May 29, 2021
In light of the many findings presented in this paper, it would appear that temperatures in this portion of the Shanxi Province of China are no warmer than during the Medieval Warm Period and not quite as warm as the Sui-Tang Warm Period, revealing there is nothing unusual, unnatural or unprecedented about modern temperatures and that rising atmospheric CO2 concentrations are having little, if any, impact on them. Wang et al.'s work also demonstrates that social unrest and war are far more likely to occur when temperatures are cooling as opposed to warming, which relationship is in direct contrast to that promoted by climate alarmists.
A 4000-Year Record of Climate and War in China
As shown in the figure, although there have been multiple centennial-scale fluctuations, there has been an overall decline in temperature over the 4000 year record, which finding is not surprising, given that the record begins at the warmest interval of the current interglacial period, or Holocene. Notable warm events in the record include what the authors refer to as the Sui-Tang Warm Period (1270-1040 cal yr BP), the Medieval Warm Period (~970-570 cal yr BP) and the modern warm period, during which times the percent cold taxa reached a similar low of around 15%, suggesting comparable warmth. Notable cold events, in contrast, included the Chinese Period of Disunity (~1700-1270 cal yr BP), the Era of the Five Dynasties and Ten Kingdoms (~1040-970 cal yr BP) and the Little Ice Age (~570-270 cal yr BP), the latter of which periods had the highest percent of cold taxa in the chironomid reconstruction (~65%) and was thus likely to have been the coldest interval of the 4000-year record.
In examining the relationship between climate (their chironomid temperature proxy and an independent pollen-based reconstruction from the same lake by Chen et al., 2015) and societal change, Wang et al. report that wars "occurred more frequently when temperature and precipitation decreased abruptly," although war events were more strongly correlated with temperature than precipitation. And in this regard, the most severe era of war events occurred during the coldest period of the record, i.e., the Little Ice Age.
With respect to population, Wang et al. report that "an increase [in population] often occurred during warm periods," which provided relief to the harsh economic pressures brought about by poor crop harvests during colder periods, when yields were reduced by as much as 50%. Not surprisingly, reduced crop yields during cold eras would trigger higher food prices and famine, creating "large numbers of homeless refugees and outbreaks of plague," eventually resulting in "wars and social unrest which acted to reduce the population size."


What to work on →
Keeping every line intact, repeat the data word for word.

The input →

* * * * * * * * *

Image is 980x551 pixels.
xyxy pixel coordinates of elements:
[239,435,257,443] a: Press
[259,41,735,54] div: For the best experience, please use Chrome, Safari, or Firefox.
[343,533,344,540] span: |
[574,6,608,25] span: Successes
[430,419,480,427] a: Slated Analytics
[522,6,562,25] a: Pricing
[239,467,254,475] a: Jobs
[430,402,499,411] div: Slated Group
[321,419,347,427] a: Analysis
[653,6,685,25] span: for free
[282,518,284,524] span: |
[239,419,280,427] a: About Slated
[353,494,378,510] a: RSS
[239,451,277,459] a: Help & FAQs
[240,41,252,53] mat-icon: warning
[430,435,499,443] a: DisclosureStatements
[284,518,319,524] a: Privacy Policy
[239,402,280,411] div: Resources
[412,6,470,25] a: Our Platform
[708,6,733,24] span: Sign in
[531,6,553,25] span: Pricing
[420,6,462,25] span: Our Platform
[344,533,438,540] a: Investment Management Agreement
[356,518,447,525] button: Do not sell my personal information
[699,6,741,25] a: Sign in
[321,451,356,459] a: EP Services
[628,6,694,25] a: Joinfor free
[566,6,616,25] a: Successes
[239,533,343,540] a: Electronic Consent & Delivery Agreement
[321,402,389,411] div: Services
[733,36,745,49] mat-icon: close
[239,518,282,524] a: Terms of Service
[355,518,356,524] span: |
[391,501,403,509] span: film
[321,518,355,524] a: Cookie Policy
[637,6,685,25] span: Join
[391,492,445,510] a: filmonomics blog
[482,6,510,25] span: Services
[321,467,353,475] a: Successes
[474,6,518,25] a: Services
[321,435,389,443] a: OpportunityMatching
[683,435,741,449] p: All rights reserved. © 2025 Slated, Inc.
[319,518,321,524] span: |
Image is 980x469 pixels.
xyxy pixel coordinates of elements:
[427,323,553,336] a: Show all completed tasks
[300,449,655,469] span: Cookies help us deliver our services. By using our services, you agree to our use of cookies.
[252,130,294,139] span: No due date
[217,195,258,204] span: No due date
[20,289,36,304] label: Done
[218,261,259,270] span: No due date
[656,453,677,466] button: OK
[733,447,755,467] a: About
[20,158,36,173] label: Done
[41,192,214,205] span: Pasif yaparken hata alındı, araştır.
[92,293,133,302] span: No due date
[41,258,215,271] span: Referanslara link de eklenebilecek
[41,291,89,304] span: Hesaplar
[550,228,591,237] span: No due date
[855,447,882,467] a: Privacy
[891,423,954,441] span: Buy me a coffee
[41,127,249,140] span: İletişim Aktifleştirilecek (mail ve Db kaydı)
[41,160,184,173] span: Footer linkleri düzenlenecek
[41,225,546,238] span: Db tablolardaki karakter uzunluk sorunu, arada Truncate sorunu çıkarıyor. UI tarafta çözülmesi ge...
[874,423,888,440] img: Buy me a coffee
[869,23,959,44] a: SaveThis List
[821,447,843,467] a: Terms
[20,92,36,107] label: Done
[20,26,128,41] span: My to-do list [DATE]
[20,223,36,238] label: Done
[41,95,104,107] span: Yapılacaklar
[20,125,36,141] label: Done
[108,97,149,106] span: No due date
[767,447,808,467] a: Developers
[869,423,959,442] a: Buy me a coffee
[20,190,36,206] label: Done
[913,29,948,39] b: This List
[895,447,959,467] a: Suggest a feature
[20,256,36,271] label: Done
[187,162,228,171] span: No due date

* * * * * * * * *

Task answer →
Image is 980x551 pixels.
xyxy pixel coordinates of elements:
[239,435,257,443] a: Press
[259,41,735,54] div: For the best experience, please use Chrome, Safari, or Firefox.
[343,533,344,540] span: |
[574,6,608,25] span: Successes
[430,419,480,427] a: Slated Analytics
[522,6,562,25] a: Pricing
[239,467,254,475] a: Jobs
[430,402,499,411] div: Slated Group
[321,419,347,427] a: Analysis
[653,6,685,25] span: for free
[282,518,284,524] span: |
[239,419,280,427] a: About Slated
[353,494,378,510] a: RSS
[239,451,277,459] a: Help & FAQs
[240,41,252,53] mat-icon: warning
[430,435,499,443] a: DisclosureStatements
[284,518,319,524] a: Privacy Policy
[239,402,280,411] div: Resources
[412,6,470,25] a: Our Platform
[708,6,733,24] span: Sign in
[531,6,553,25] span: Pricing
[420,6,462,25] span: Our Platform
[344,533,438,540] a: Investment Management Agreement
[356,518,447,525] button: Do not sell my personal information
[699,6,741,25] a: Sign in
[321,451,356,459] a: EP Services
[628,6,694,25] a: Joinfor free
[566,6,616,25] a: Successes
[239,533,343,540] a: Electronic Consent & Delivery Agreement
[321,402,389,411] div: Services
[733,36,745,49] mat-icon: close
[239,518,282,524] a: Terms of Service
[355,518,356,524] span: |
[391,501,403,509] span: film
[321,518,355,524] a: Cookie Policy
[637,6,685,25] span: Join
[391,492,445,510] a: filmonomics blog
[482,6,510,25] span: Services
[321,467,353,475] a: Successes
[474,6,518,25] a: Services
[321,435,389,443] a: OpportunityMatching
[683,435,741,449] p: All rights reserved. © 2025 Slated, Inc.
[319,518,321,524] span: |
Image is 980x469 pixels.
xyxy pixel coordinates of elements:
[427,323,553,336] a: Show all completed tasks
[300,449,655,469] span: Cookies help us deliver our services. By using our services, you agree to our use of cookies.
[252,130,294,139] span: No due date
[217,195,258,204] span: No due date
[20,289,36,304] label: Done
[218,261,259,270] span: No due date
[656,453,677,466] button: OK
[733,447,755,467] a: About
[20,158,36,173] label: Done
[41,192,214,205] span: Pasif yaparken hata alındı, araştır.
[92,293,133,302] span: No due date
[41,258,215,271] span: Referanslara link de eklenebilecek
[41,291,89,304] span: Hesaplar
[550,228,591,237] span: No due date
[855,447,882,467] a: Privacy
[891,423,954,441] span: Buy me a coffee
[41,127,249,140] span: İletişim Aktifleştirilecek (mail ve Db kaydı)
[41,160,184,173] span: Footer linkleri düzenlenecek
[41,225,546,238] span: Db tablolardaki karakter uzunluk sorunu, arada Truncate sorunu çıkarıyor. UI tarafta çözülmesi ge...
[874,423,888,440] img: Buy me a coffee
[869,23,959,44] a: SaveThis List
[821,447,843,467] a: Terms
[20,92,36,107] label: Done
[20,26,128,41] span: My to-do list [DATE]
[20,223,36,238] label: Done
[41,95,104,107] span: Yapılacaklar
[20,125,36,141] label: Done
[108,97,149,106] span: No due date
[767,447,808,467] a: Developers
[869,423,959,442] a: Buy me a coffee
[20,190,36,206] label: Done
[913,29,948,39] b: This List
[895,447,959,467] a: Suggest a feature
[20,256,36,271] label: Done
[187,162,228,171] span: No due date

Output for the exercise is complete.